I ran across this great article, and was pleasantly surprised to see that #drupal is at the top of the charts for performance, especially for the latest version of #php. But - why?
On the surface, this doesn't make sense. Any average D10 site is probably one of the most complex #symfony apps in the world. When Drupal 8 was being built, I remember how the community found and patched a ton of edge case bugs in PHP and Symfony because it is SO BIG and so complex. So - how on earth can it possibly be more performant than Symfony itself or Laravel, or even close to CodeIgniter which is optimized for performance?
I'm sure that there are a number of reasons, but my gut tells me that one of the absolute biggest reasons is due to the incredibly advanced #caching layer. It is one of the biggest unsung heroes of the framework and one of the most amazing secrets.
Drupal not only caches responses for pages, but also for dynamic views. The views are cached at the query level AND the output level... and you can adjust caching on each. Plus, it has a fantastic cache tagging system, so you can clear not just a single cache item, or a cache bin, but a cache tag with any specifically relevant items that are related.
That means that if I update an image, it can not only clear the cache for the content using that image, but also all the views/blocks that display that content as well... and it can do this *without* clearing the entire cache.
As if that wasn't enough, Drupal provides advanced caching options for authenticated users who are often using a blend of common cache, auth cached content, and personalized content at the same time.
This is just a rough description of whats actually going on, but the BEST PART OF ALL is that none of us needs to know, or even care about it.
It. Just. Works. (most of the time)
When you build a Drupal application, you get this amazingly advanced caching for free - pre-configured and ready to go... and then you can tune and optimize it if you really care. Plus, your custom code can easily tie into the same system.
Folks love to bash on PHP as a language and Drupal as a framework because they are "old"... but they have evolved over time and make it easier to solve hard problems.
On the surface, this doesn't make sense. Any average D10 site is probably one of the most complex #symfony apps in the world. When Drupal 8 was being built, I remember how the community found and patched a ton of edge case bugs in PHP and Symfony because it is SO BIG and so complex. So - how on earth can it possibly be more performant than Symfony itself or Laravel, or even close to CodeIgniter which is optimized for performance?

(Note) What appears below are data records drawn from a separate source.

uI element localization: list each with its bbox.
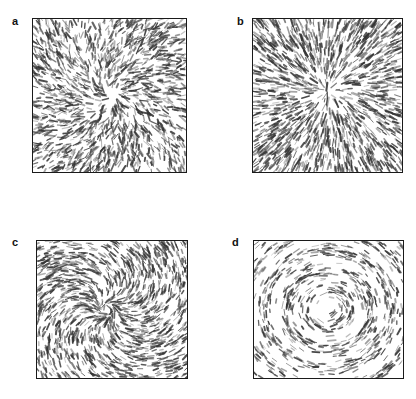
panel-a: a <box>0 0 208 200</box>
panel-plot-d <box>253 240 404 379</box>
panel-label-a: a <box>12 16 18 27</box>
panel-plot-b <box>252 18 403 173</box>
panel-d: d <box>208 200 416 399</box>
figure-root: a b c d <box>0 0 416 399</box>
panel-label-c: c <box>12 237 18 248</box>
panel-plot-c <box>36 240 188 379</box>
panel-b: b <box>208 0 416 200</box>
vector-field-b <box>253 19 402 172</box>
panel-plot-a <box>32 18 187 173</box>
panel-label-d: d <box>232 237 239 248</box>
vector-field-a <box>33 19 186 172</box>
panel-c: c <box>0 200 208 399</box>
panel-label-b: b <box>237 16 244 27</box>
vector-field-c <box>37 241 187 378</box>
vector-field-d <box>254 241 403 378</box>
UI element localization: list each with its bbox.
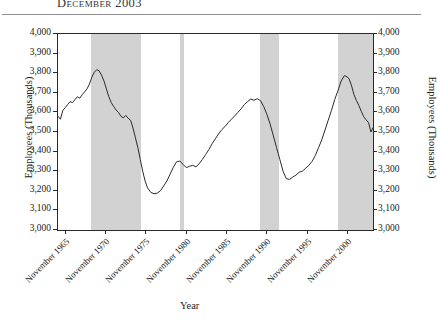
y-tick-mark-right — [373, 151, 377, 152]
x-tick-mark — [307, 230, 308, 234]
y-tick-label-right: 3,800 — [378, 67, 424, 77]
y-tick-mark-right — [373, 229, 377, 230]
y-tick-label-right: 3,400 — [378, 146, 424, 156]
x-tick-mark — [145, 230, 146, 234]
x-tick-mark — [105, 230, 106, 234]
y-tick-mark-right — [373, 53, 377, 54]
y-tick-mark-right — [373, 209, 377, 210]
y-tick-label-right: 3,500 — [378, 126, 424, 136]
y-tick-label-left: 3,000 — [5, 224, 51, 234]
series-line-chart — [58, 34, 373, 230]
y-tick-mark-right — [373, 33, 377, 34]
y-tick-label-left: 3,600 — [5, 106, 51, 116]
y-tick-label-right: 3,600 — [378, 106, 424, 116]
y-tick-mark-right — [373, 72, 377, 73]
x-tick-mark — [266, 230, 267, 234]
y-tick-mark-left — [53, 72, 57, 73]
y-tick-label-right: 3,300 — [378, 165, 424, 175]
x-tick-mark — [65, 230, 66, 234]
y-tick-label-right: 3,200 — [378, 185, 424, 195]
y-tick-label-right: 3,700 — [378, 87, 424, 97]
y-tick-label-left: 3,300 — [5, 165, 51, 175]
chart-title: December 2003 — [57, 0, 377, 11]
y-tick-mark-left — [53, 131, 57, 132]
y-tick-mark-left — [53, 33, 57, 34]
plot-area — [57, 33, 374, 231]
y-tick-mark-left — [53, 229, 57, 230]
y-tick-label-left: 3,700 — [5, 87, 51, 97]
y-tick-label-left: 3,800 — [5, 67, 51, 77]
title-divider — [2, 14, 421, 15]
y-axis-title-right: Employees (Thousands) — [427, 48, 438, 208]
y-tick-mark-right — [373, 170, 377, 171]
x-tick-mark — [226, 230, 227, 234]
y-tick-label-left: 4,000 — [5, 28, 51, 38]
y-tick-mark-left — [53, 170, 57, 171]
y-tick-mark-right — [373, 92, 377, 93]
y-tick-mark-left — [53, 151, 57, 152]
y-tick-mark-left — [53, 209, 57, 210]
employment-series-line — [58, 70, 373, 194]
y-tick-label-right: 3,000 — [378, 224, 424, 234]
y-tick-label-right: 3,900 — [378, 48, 424, 58]
y-tick-label-left: 3,500 — [5, 126, 51, 136]
y-tick-label-left: 3,900 — [5, 48, 51, 58]
y-tick-mark-left — [53, 53, 57, 54]
x-tick-mark — [347, 230, 348, 234]
y-tick-label-left: 3,200 — [5, 185, 51, 195]
y-tick-label-right: 4,000 — [378, 28, 424, 38]
y-tick-mark-left — [53, 92, 57, 93]
y-tick-mark-right — [373, 111, 377, 112]
y-tick-label-right: 3,100 — [378, 204, 424, 214]
y-tick-mark-left — [53, 111, 57, 112]
x-tick-mark — [186, 230, 187, 234]
y-tick-mark-right — [373, 131, 377, 132]
y-tick-label-left: 3,400 — [5, 146, 51, 156]
y-tick-mark-left — [53, 190, 57, 191]
y-tick-mark-right — [373, 190, 377, 191]
y-tick-label-left: 3,100 — [5, 204, 51, 214]
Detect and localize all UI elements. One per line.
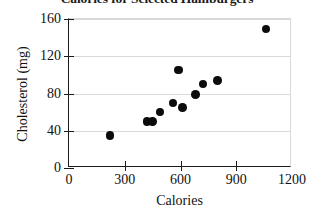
data-point <box>262 25 271 34</box>
gridline-y-80 <box>69 94 290 95</box>
data-point <box>199 80 208 89</box>
gridline-y-40 <box>69 131 290 132</box>
data-point <box>169 99 178 108</box>
x-tick-900 <box>236 161 237 171</box>
y-tick-label-120: 120 <box>40 48 61 64</box>
gridline-y-160 <box>69 19 290 20</box>
data-point <box>156 108 165 117</box>
chart-title: Calories for Selected Hamburgers <box>0 0 314 7</box>
data-point <box>106 131 115 140</box>
y-tick-160 <box>64 19 74 20</box>
x-tick-label-1200: 1200 <box>278 172 306 188</box>
data-point <box>174 66 183 75</box>
y-tick-label-0: 0 <box>54 160 61 176</box>
x-axis-title: Calories <box>68 193 291 209</box>
data-point <box>191 90 200 99</box>
y-axis-title: Cholesterol (mg) <box>15 19 31 169</box>
x-tick-label-900: 900 <box>226 172 247 188</box>
y-tick-80 <box>64 94 74 95</box>
x-tick-label-600: 600 <box>170 172 191 188</box>
gridline-y-120 <box>69 56 290 57</box>
data-point <box>148 117 157 126</box>
y-tick-120 <box>64 56 74 57</box>
x-tick-600 <box>181 161 182 171</box>
scatter-chart-figure: Calories for Selected Hamburgers Cholest… <box>0 0 314 219</box>
data-point <box>213 76 222 85</box>
x-tick-300 <box>125 161 126 171</box>
y-tick-label-40: 40 <box>47 123 61 139</box>
data-point <box>178 103 187 112</box>
y-tick-label-160: 160 <box>40 11 61 27</box>
y-tick-label-80: 80 <box>47 86 61 102</box>
x-tick-label-300: 300 <box>114 172 135 188</box>
y-tick-0 <box>64 168 74 169</box>
x-tick-label-0: 0 <box>66 172 73 188</box>
plot-area: 04080120160 03006009001200 <box>68 18 291 167</box>
y-tick-40 <box>64 131 74 132</box>
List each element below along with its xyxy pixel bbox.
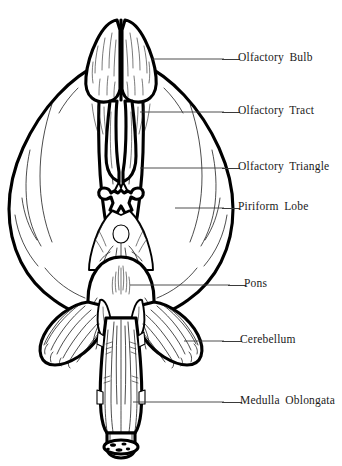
label-olfactory-triangle: Olfactory Triangle: [238, 161, 329, 173]
label-pons: Pons: [244, 278, 267, 290]
figure-canvas: Olfactory Bulb Olfactory Tract Olfactory…: [0, 0, 342, 466]
leader-line-cerebellum: [222, 341, 242, 342]
label-medulla-oblongata: Medulla Oblongata: [240, 395, 335, 407]
label-olfactory-tract: Olfactory Tract: [238, 105, 314, 117]
olfactory-bulb-right: [122, 20, 156, 102]
label-cerebellum: Cerebellum: [240, 334, 296, 346]
leader-line-medulla-oblongata: [222, 402, 242, 403]
medulla-oblongata: [93, 318, 149, 433]
label-olfactory-bulb: Olfactory Bulb: [238, 52, 313, 64]
olfactory-tract-left: [106, 101, 119, 182]
label-piriform-lobe: Piriform Lobe: [238, 201, 309, 213]
spinal-cord-stump: [104, 433, 138, 458]
olfactory-bulb-left: [86, 20, 120, 102]
olfactory-tract-right: [123, 101, 136, 182]
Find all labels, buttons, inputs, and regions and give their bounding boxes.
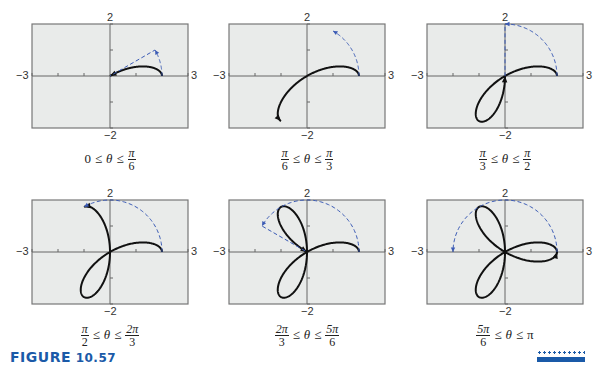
panel-caption: π2≤θ≤2π3 [32, 320, 188, 350]
x-min-label: −3 [16, 70, 29, 81]
y-max-label: 2 [107, 12, 113, 23]
x-max-label: 3 [191, 70, 197, 81]
y-max-label: 2 [502, 12, 508, 23]
x-min-label: −3 [16, 246, 29, 257]
y-min-label: −2 [301, 130, 314, 141]
panel-caption: π6≤θ≤π3 [229, 144, 385, 174]
figure-label: Figure 10.57 [10, 349, 116, 365]
x-min-label: −3 [411, 70, 424, 81]
plot-panel-1: 2−2−330≤θ≤π6 [32, 24, 188, 128]
plot-area [229, 200, 385, 304]
panel-caption: 5π6≤θ≤π [427, 320, 583, 350]
y-max-label: 2 [107, 188, 113, 199]
decorative-dots [537, 351, 585, 354]
y-min-label: −2 [301, 306, 314, 317]
decorative-dotted-bar [537, 351, 585, 363]
plot-panel-4: 2−2−33π2≤θ≤2π3 [32, 200, 188, 304]
decorative-bar [537, 357, 585, 362]
y-min-label: −2 [104, 130, 117, 141]
plot-panel-6: 2−2−335π6≤θ≤π [427, 200, 583, 304]
figure-label-word: Figure [10, 349, 71, 365]
y-min-label: −2 [499, 306, 512, 317]
y-min-label: −2 [104, 306, 117, 317]
y-max-label: 2 [502, 188, 508, 199]
plot-panel-3: 2−2−33π3≤θ≤π2 [427, 24, 583, 128]
panel-caption: 0≤θ≤π6 [32, 144, 188, 174]
x-max-label: 3 [388, 246, 394, 257]
plot-area [32, 24, 188, 128]
plot-area [427, 200, 583, 304]
y-max-label: 2 [304, 188, 310, 199]
y-min-label: −2 [499, 130, 512, 141]
x-max-label: 3 [586, 70, 592, 81]
figure-label-number: 10.57 [76, 351, 116, 365]
panel-caption: 2π3≤θ≤5π6 [229, 320, 385, 350]
panel-caption: π3≤θ≤π2 [427, 144, 583, 174]
x-max-label: 3 [388, 70, 394, 81]
plot-area [427, 24, 583, 128]
x-min-label: −3 [411, 246, 424, 257]
plot-panel-2: 2−2−33π6≤θ≤π3 [229, 24, 385, 128]
x-min-label: −3 [213, 246, 226, 257]
y-max-label: 2 [304, 12, 310, 23]
x-max-label: 3 [586, 246, 592, 257]
plot-area [229, 24, 385, 128]
plot-area [32, 200, 188, 304]
x-min-label: −3 [213, 70, 226, 81]
plot-panel-5: 2−2−332π3≤θ≤5π6 [229, 200, 385, 304]
x-max-label: 3 [191, 246, 197, 257]
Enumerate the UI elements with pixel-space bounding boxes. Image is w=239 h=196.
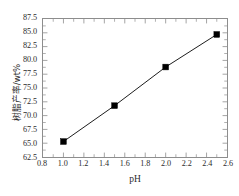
y-axis-tick-label: 77.5 [23,70,37,78]
x-axis-tick-label: 0.8 [37,160,47,168]
x-axis-tick-label: 1.4 [99,160,109,168]
x-axis-tick-label: 1.2 [78,160,88,168]
y-axis-tick-label: 65.0 [23,140,37,148]
data-point-marker [61,139,67,145]
y-axis-tick-label: 87.5 [23,14,37,22]
y-axis-tick-label: 72.5 [23,98,37,106]
y-axis-tick-label: 62.5 [23,154,37,162]
plot-canvas [43,19,227,157]
x-axis-title: pH [42,174,228,184]
x-axis-tick-label: 1.0 [58,160,68,168]
data-point-marker [214,32,220,38]
data-point-marker [163,64,169,70]
y-axis-tick-label: 85.0 [23,28,37,36]
y-axis-title: 树脂产率/wt% [13,38,22,148]
y-axis-tick-label: 70.0 [23,112,37,120]
x-axis-tick-label: 2.0 [161,160,171,168]
x-axis-tick-label: 1.8 [140,160,150,168]
data-point-marker [112,103,118,109]
x-axis-tick-label: 2.4 [202,160,212,168]
y-axis-tick-label: 82.5 [23,42,37,50]
y-axis-tick-label: 67.5 [23,126,37,134]
y-axis-tick-label: 75.0 [23,84,37,92]
x-axis-tick-labels: 0.81.01.21.41.61.82.02.22.42.6 [42,160,228,172]
y-axis-tick-label: 80.0 [23,56,37,64]
x-axis-tick-label: 2.6 [223,160,233,168]
x-axis-tick-label: 1.6 [120,160,130,168]
plot-area [42,18,228,158]
chart-figure: 62.565.067.570.072.575.077.580.082.585.0… [0,0,239,196]
x-axis-tick-label: 2.2 [182,160,192,168]
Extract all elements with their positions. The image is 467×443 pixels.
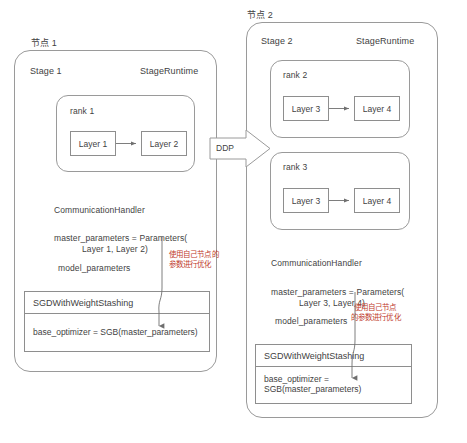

I'm sure that there are a number of reasons, but my gut tells me that one of the absolute biggest reasons is due to the incredibly advanced #caching layer. It is one of the biggest unsung heroes of the framework and one of the most amazing secrets.
Drupal not only caches responses for pages, but also for dynamic views. The views are cached at the query level AND the output level... and you can adjust caching on each. Plus, it has a fantastic cache tagging system, so you can clear not just a single cache item, or a cache bin, but a cache tag with any specifically relevant items that are related.
That means that if I update an image, it can not only clear the cache for the content using that image, but also all the views/blocks that display that content as well... and it can do this *without* clearing the entire cache.
As if that wasn't enough, Drupal provides advanced caching options for authenticated users who are often using a blend of common cache, auth cached content, and personalized content at the same time.
This is just a rough description of whats actually going on, but the BEST PART OF ALL is that none of us needs to know, or even care about it.
It. Just. Works. (most of the time)
When you build a Drupal application, you get this amazingly advanced caching for free - pre-configured and ready to go... and then you can tune and optimize it if you really care. Plus, your custom code can easily tie into the same system.
Folks love to bash on PHP as a language and Drupal as a framework because they are "old"... but they have evolved over time and make it easier to solve hard problems.